>> Don't Load More Data Than You Have To <<

But hey! thats only half the story! Also: Don't hit the database
more *often* than you have to. So you ALSO need outerjoin fetching
where appropriate!


>> Tell Me What Has Changed. Don't Make Me Look! <<

These arguments go to performance. So where are the performance
numbers to back up these assertions. I have plenty of tests to
show that the overhead of dirtychecking is trivial compared
to the work involved in loading the objects in the first place!

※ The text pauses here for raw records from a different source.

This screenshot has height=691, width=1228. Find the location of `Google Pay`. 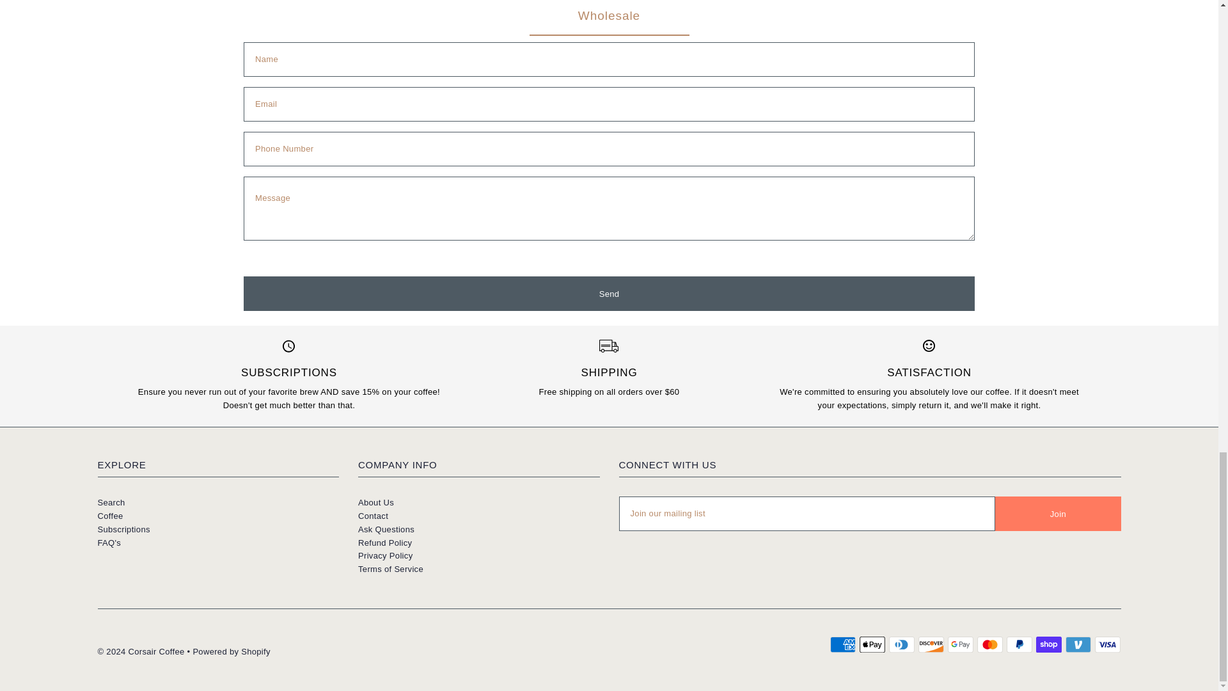

Google Pay is located at coordinates (960, 644).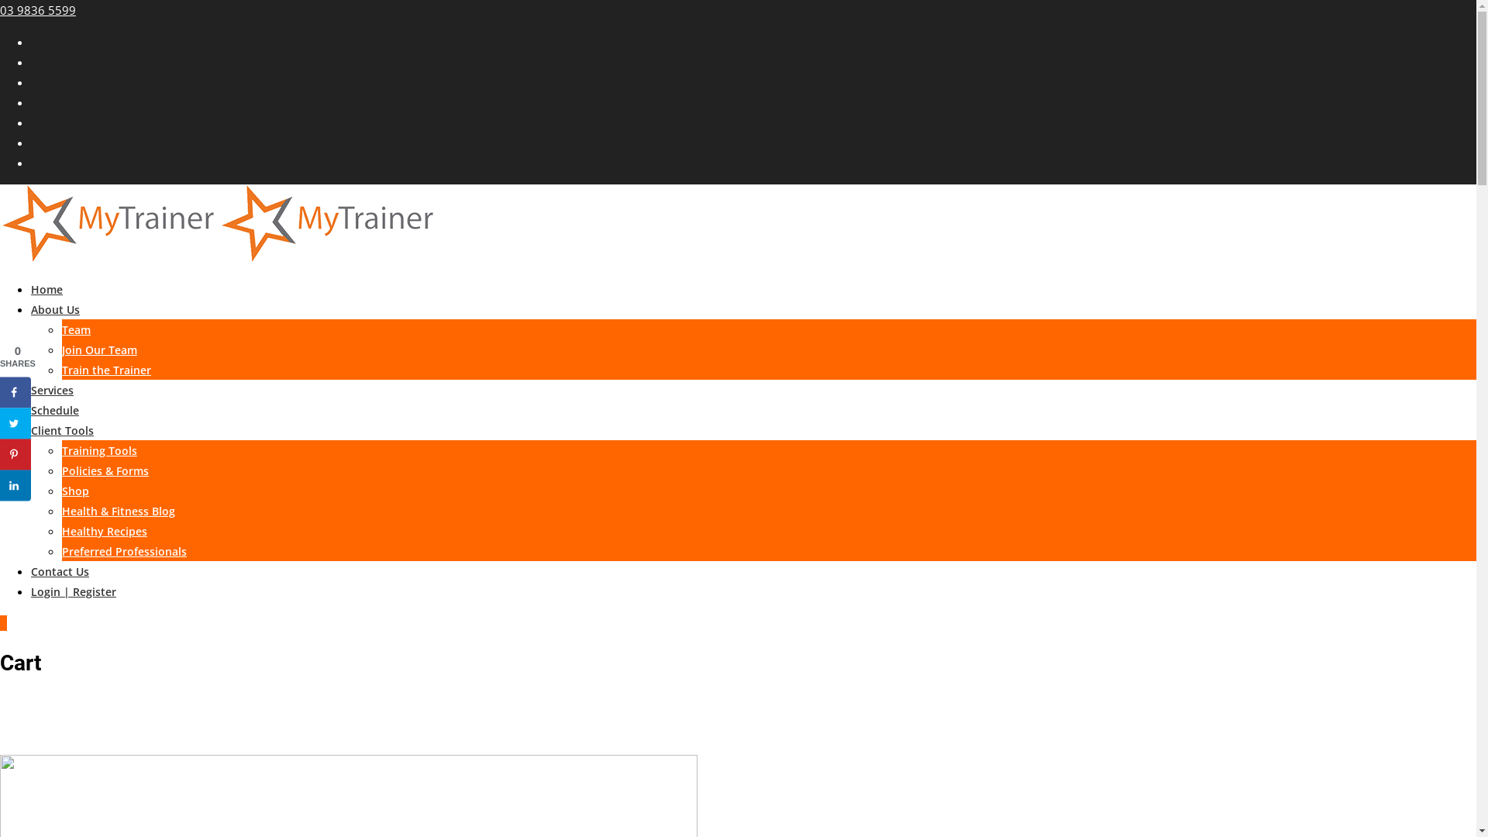 This screenshot has height=837, width=1488. Describe the element at coordinates (38, 10) in the screenshot. I see `03 9836 5599` at that location.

This person has NEVER done any actual profiling. If they DID, they
would know the truth ;)

>> If thousands (or hundreds of thousands) of objects are loaded from the
database, committing these objects can be slower than necessary due to the
equality checks that have to be performed. <<

Ah, can't leave this one alone.

In Hibernate:

session.setFlushMode(FlushMode.NEVER)

will remove the need to do this in a transaction that just reads a
thousand objects. But nobody ever bothers to use this functionality
because it is, in fact, a TRIVIAL overhead compared to loading a
thousand objects off the database in the first place!

>> Also, the state of the object is
duplicated in memory, so this may cause memory scalability problems. <<

LOL!! This person is clueless. To verify this:

(1) Install JProbe
(2) Run Hibernate
(3) check how many objects your JDBC driver instantiates in the
    process of retrieving an SQL ResultSet.

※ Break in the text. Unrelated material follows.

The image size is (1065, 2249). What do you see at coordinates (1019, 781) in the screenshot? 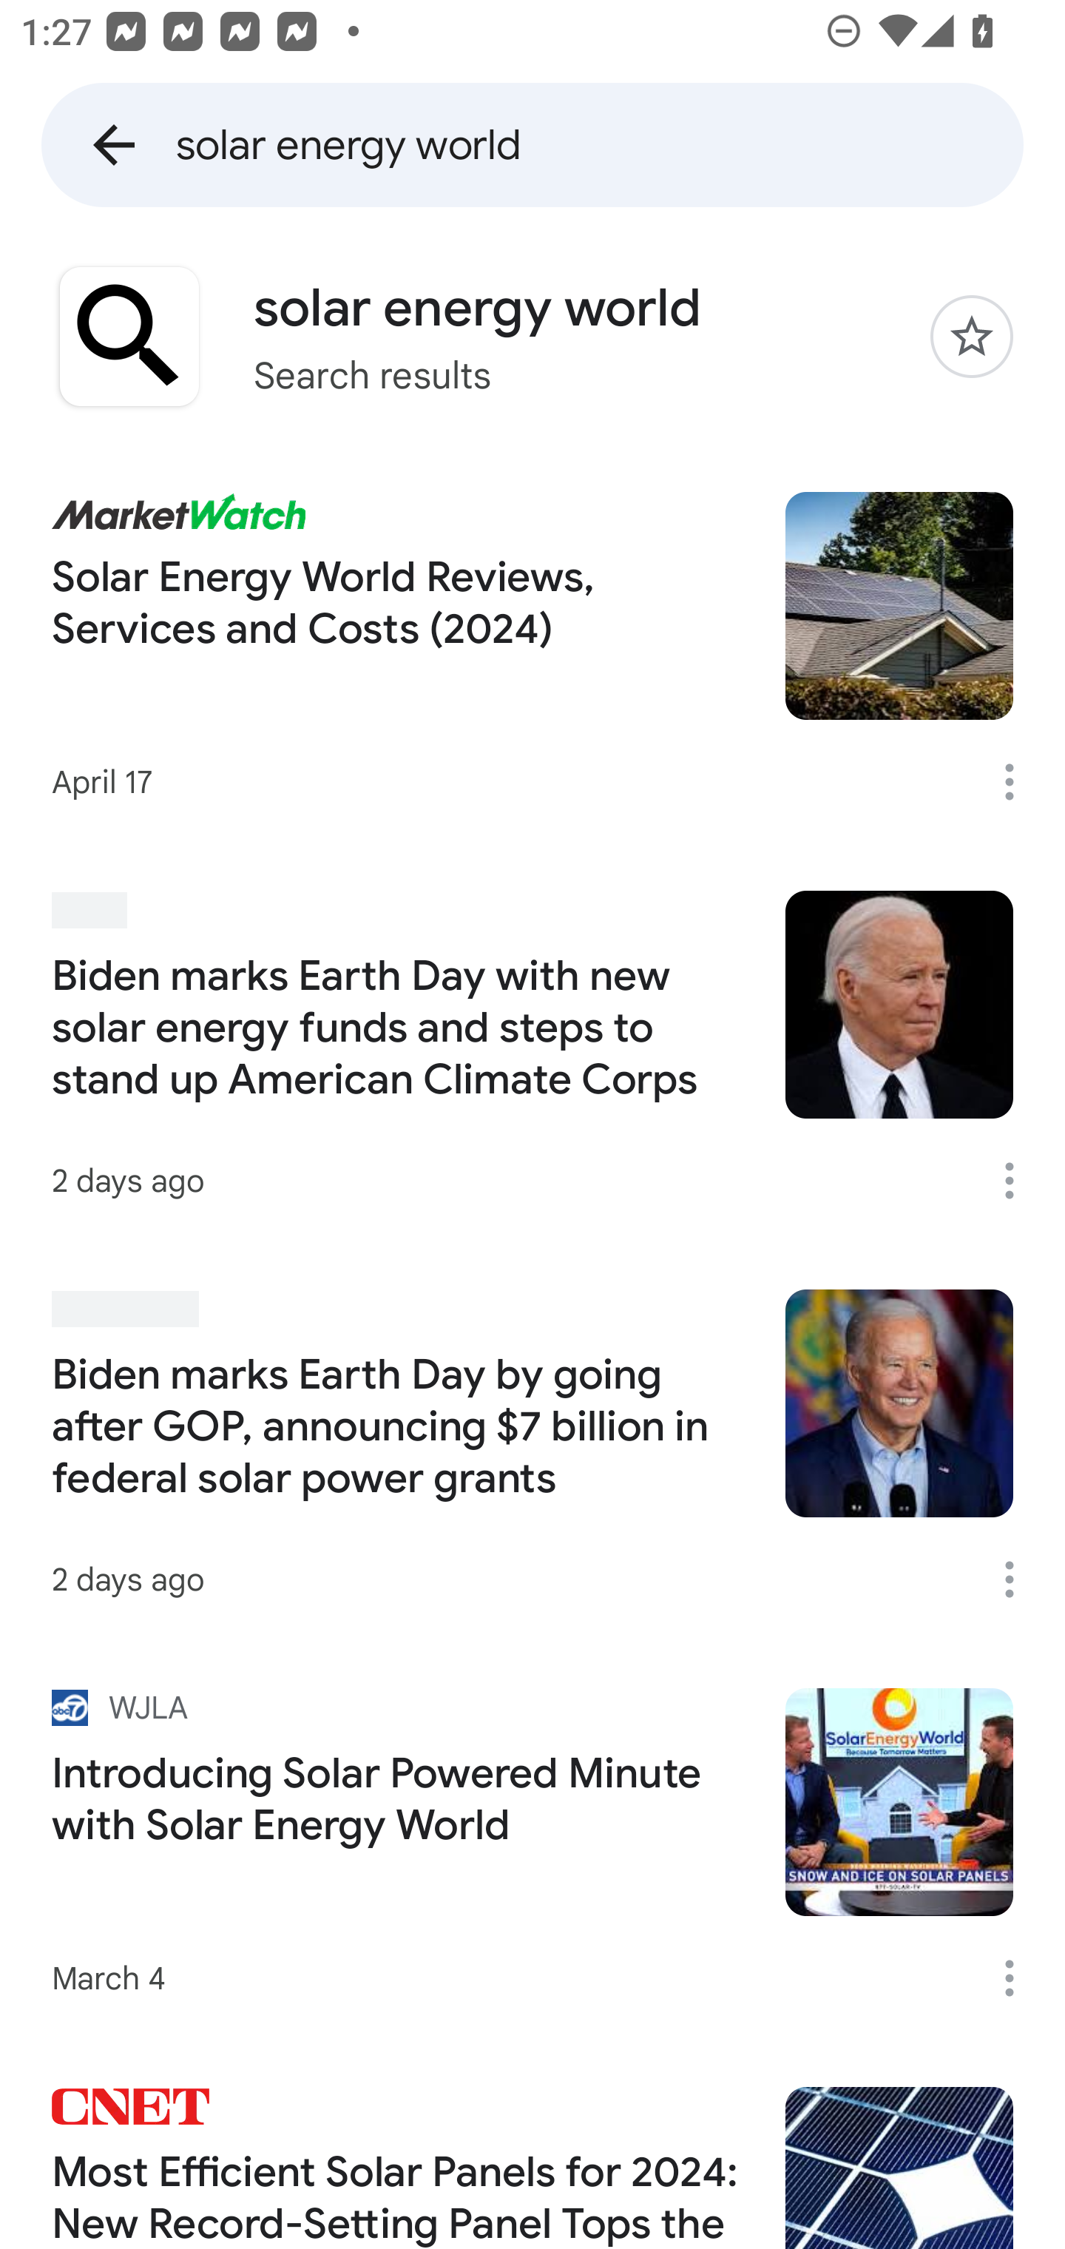
I see `More options` at bounding box center [1019, 781].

>> Jaxor never suffers from these scalability problems. Objects are
represented in
memory once. If they are updated, or deleted, then the session is notified
of the changed. No extra comparisons have to be done.<<

At MOST, the memory consumption of Hibernate could be 2 * Jaxor. But in
fact, including the memory consumed by the JDBC calls, the ratio is much
less than that.

Now, in my book, a CONSTANT factor memory overhead is never a
_scalability_ problem, by definition. Perhaps if you could show that
the overhead increased as the system scaled (which it doesn't), you
could make this argument. Scalability problems in large systems
usually revolve around *concurrency* issues, which Hibernate manages
beautifully.

Once again, I conclude that this author knows very little about the
subject (in this case, scalability).

>> Second part is about having a "Database synchronization tool to match
mapping information to the database schema" about handling simple "deltas"
to a schema and INFORMING about columns/tables that the metadata does NOT
cover...(maybe we should start maturing schemaupdate and build a
schemacomparison "tool" ?) <<

I am sceptical until I see something work in practice. I have never ever
worked on a site where, once a system was in production, the DBA would
let me use my litte auto-schema-updater on the live database. I think this
person lives in a theoretical world where developers manage production
databases ;)

>> Power of Text. <<

I think I said that first, in the Hibernate FAQ.